The Large Racial Gap in High School Graduation Rates Is Slowly Eroding

gradcap-diploma-thumbNew data from the U.S. Department of Education show that for students of all races, the high school graduation rate has reached an all-time high. For the 2013-14 academic year, 82 percent of all eligible students graduated from high school. This is the fourth consecutive year that high school graduation rates have increased.

When we break the data down by race, we see that the Black student high school graduation rate in 2013-14 was 72.5 percent. This was up from 67 percent in the 2010-11 academic year. For Whites, the high school graduation rate in 2013-14 was 87.2 percent. This is nearly 15 percentage points higher than the rate for Blacks.

However, since the 2010-11 academic year the Black-White gap in high school graduation rates has declined from 17 percentage points to 14.8 percentage points.

Related Articles

Leave a Reply

Get the JBHE Weekly Bulletin

Receive our weekly email newsletter delivered to your inbox

Latest News

Spelman College Receives Federal Grant to Establish Academic Center for International Strategic Affairs

“This grant enables Spelman to prepare a cohort of students to take their rightful places in conversations that will shape, define and critique international strategic affairs and national security issues and help build a better world,” said Tinaz Pavri, principal investigator of the grant.

Two Black Scholars Appointed to Endowed Professorships

John Thabiti Willis at Grinnell College in Iowa and Squire Booker at the University of Pennsylvania have been appointed to endowed professorships.

University Press of Kentucky Consortium Welcomes Simmons College of Kentucky

Simmons College of Kentucky has joined the University Press of Kentucky consortium, bringing a new HBCU perspective to its editorial board and future publications.

Danielle Speller Recognized by the National Society of Black Physicists for Early-Career Accomplishments

Danielle Spencer currently serves as an assitant professor of physics at Johns Hopkins University in Baltimore. She was honored by the National Society of Black Physicists for her research into dark matter and her mentorship of the next generation of physicists.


◆ **EXERCISE INSTRUCTIONS**: Your task is to filter the entries and copy every line containing the string "male".

◆ **SOURCE MATERIAL**:
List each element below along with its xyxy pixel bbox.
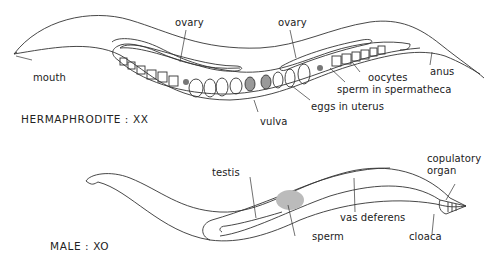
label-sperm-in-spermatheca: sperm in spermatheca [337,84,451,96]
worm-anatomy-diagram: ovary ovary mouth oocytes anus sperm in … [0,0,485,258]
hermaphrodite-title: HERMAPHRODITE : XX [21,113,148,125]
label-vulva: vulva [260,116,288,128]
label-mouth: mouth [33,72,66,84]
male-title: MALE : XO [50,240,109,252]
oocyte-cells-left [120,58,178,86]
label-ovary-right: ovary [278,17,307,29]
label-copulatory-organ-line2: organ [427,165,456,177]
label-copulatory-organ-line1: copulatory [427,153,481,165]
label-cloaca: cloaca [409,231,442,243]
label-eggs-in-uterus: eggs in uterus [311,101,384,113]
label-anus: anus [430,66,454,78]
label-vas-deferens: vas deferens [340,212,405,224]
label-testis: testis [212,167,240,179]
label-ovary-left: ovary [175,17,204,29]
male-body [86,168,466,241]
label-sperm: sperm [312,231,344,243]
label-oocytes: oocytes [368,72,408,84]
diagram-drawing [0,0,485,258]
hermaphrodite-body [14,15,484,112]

◆ **COMPLETED TASK**:
male-title: MALE : XO [50,240,109,252]
male-body [86,168,466,241]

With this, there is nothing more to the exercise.